25.  The Devil in the Dark -- Pergium mining comes to a halt at a colony where miners are suddenly being killed by a creature who secrets acid and tunnels through rock. This episode gave us our first real glimpse of the Vulcan mind-meld used to tremendous effect as Spock reveals the anger and anguish of a creature driven to defend itself and its offspring against forces it doesn't understand.

26.  Errand of Mercy -- Kirk and Spock beam down to Organia and to warn of an oncoming invasion by the Klingons. Frustrated by the passive brush-off by the Oraganians, the captain and first officer are then stuck in the middle when the Klingons show up. The USS Enterprise officers wage a two-man guerrilla war against the invaders before the Organians reveal themselves to be ultra-powerful beings who force peace between the Enterprise and the Klingons.
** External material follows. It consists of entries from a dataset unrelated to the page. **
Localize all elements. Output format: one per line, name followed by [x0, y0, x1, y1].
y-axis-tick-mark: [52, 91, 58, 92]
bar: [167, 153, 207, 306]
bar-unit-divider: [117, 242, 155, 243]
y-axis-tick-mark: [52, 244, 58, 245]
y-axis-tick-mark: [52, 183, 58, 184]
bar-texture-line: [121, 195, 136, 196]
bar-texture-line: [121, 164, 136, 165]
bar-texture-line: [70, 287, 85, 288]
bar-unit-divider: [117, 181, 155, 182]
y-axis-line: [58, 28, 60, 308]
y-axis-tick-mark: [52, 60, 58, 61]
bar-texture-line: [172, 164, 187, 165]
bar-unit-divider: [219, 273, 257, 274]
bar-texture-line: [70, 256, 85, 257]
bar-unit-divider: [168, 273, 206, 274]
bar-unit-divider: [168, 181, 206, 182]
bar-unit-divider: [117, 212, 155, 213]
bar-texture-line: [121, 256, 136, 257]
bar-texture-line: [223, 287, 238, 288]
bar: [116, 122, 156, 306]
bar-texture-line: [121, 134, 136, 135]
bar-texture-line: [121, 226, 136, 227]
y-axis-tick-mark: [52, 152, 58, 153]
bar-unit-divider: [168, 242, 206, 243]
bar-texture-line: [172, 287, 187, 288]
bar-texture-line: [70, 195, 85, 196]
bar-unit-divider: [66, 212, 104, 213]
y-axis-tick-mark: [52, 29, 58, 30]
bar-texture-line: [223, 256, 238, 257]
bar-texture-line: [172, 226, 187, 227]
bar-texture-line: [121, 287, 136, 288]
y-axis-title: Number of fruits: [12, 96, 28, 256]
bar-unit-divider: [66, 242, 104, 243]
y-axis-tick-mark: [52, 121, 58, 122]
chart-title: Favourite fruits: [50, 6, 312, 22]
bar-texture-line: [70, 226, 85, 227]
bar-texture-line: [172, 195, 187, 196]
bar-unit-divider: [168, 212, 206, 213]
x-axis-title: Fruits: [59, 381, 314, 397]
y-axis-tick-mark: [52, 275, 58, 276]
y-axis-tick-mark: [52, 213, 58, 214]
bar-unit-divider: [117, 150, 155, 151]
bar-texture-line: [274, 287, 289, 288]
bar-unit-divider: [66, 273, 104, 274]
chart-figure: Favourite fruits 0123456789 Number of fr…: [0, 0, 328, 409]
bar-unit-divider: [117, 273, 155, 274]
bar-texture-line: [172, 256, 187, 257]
27.  The City on the Edge of Forever -- Accidentally injected with a drug that induces paranoid delirium, a crazed McCoy beams down to a planet where there is time disturbance and disappears into the past. The present is immediately altered, the Enterprise vanishes into non-existence. Kirk and Spock follow McCoy through time to 1930 New York, where they encounter Edith Keeler. Kirk falls in love with her only to learn that in order for history to be restored, she must die.



28.  Operation: Annihilate! -- Kirk finds his brother dead on the planet Denevam which is in the midst of an epidemic of mass insanity caused by creatures who attack the nervous system, causing unbearable pain to manipulate their victims.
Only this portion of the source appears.